» Problem to solve
Once the line with "Image resolution: width=701" is found in the entries below, repeat it and each following line exactly, up to and including the line with "is (498, 747).". Add no other lines.

» Material to process
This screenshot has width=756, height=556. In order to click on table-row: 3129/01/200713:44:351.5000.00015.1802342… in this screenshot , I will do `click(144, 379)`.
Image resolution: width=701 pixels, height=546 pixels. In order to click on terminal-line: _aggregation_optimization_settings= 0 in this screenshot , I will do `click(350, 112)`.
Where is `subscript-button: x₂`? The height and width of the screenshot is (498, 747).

==

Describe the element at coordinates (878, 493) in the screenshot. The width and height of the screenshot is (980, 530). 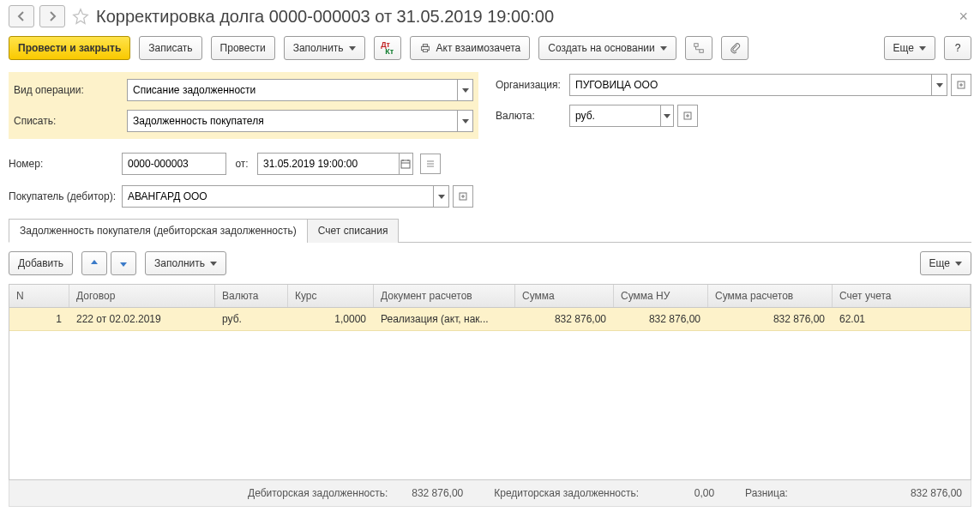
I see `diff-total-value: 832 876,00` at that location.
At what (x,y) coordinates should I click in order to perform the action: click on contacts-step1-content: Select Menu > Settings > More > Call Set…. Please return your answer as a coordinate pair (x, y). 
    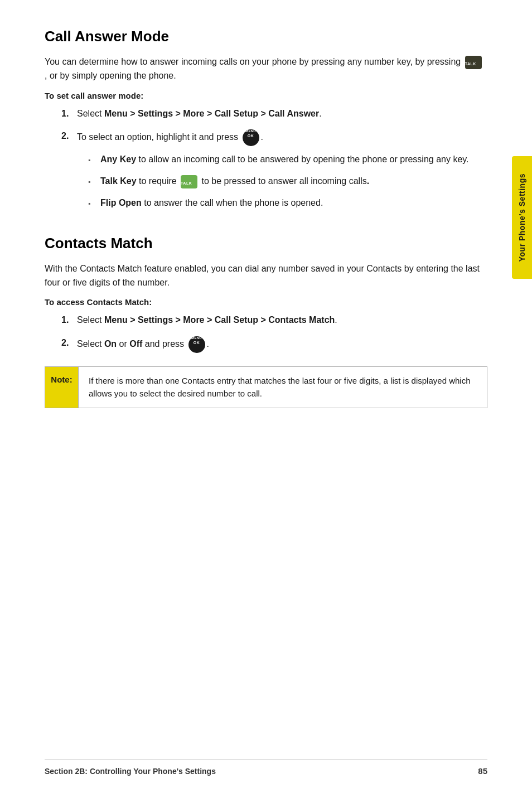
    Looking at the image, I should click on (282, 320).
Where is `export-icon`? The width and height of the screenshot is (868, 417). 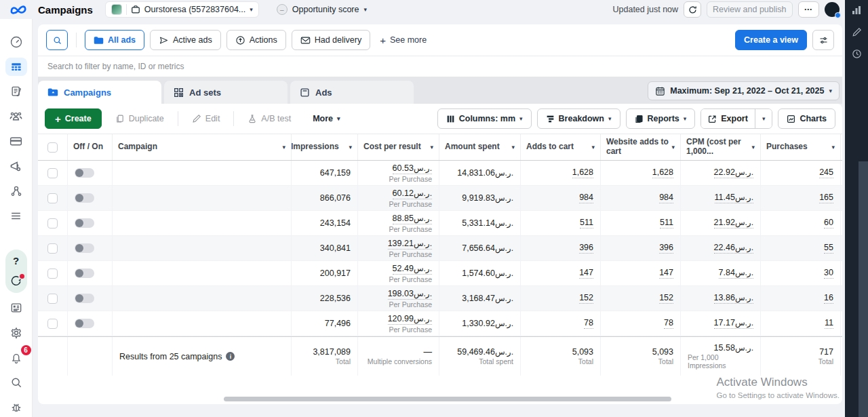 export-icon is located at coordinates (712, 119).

» Solution to the exercise
Image resolution: width=701 pixels, height=546 pixels. In order to click on terminal-line: _aggregation_optimization_settings= 0 in this screenshot , I will do `click(350, 112)`.
Where is `subscript-button: x₂`? The height and width of the screenshot is (498, 747).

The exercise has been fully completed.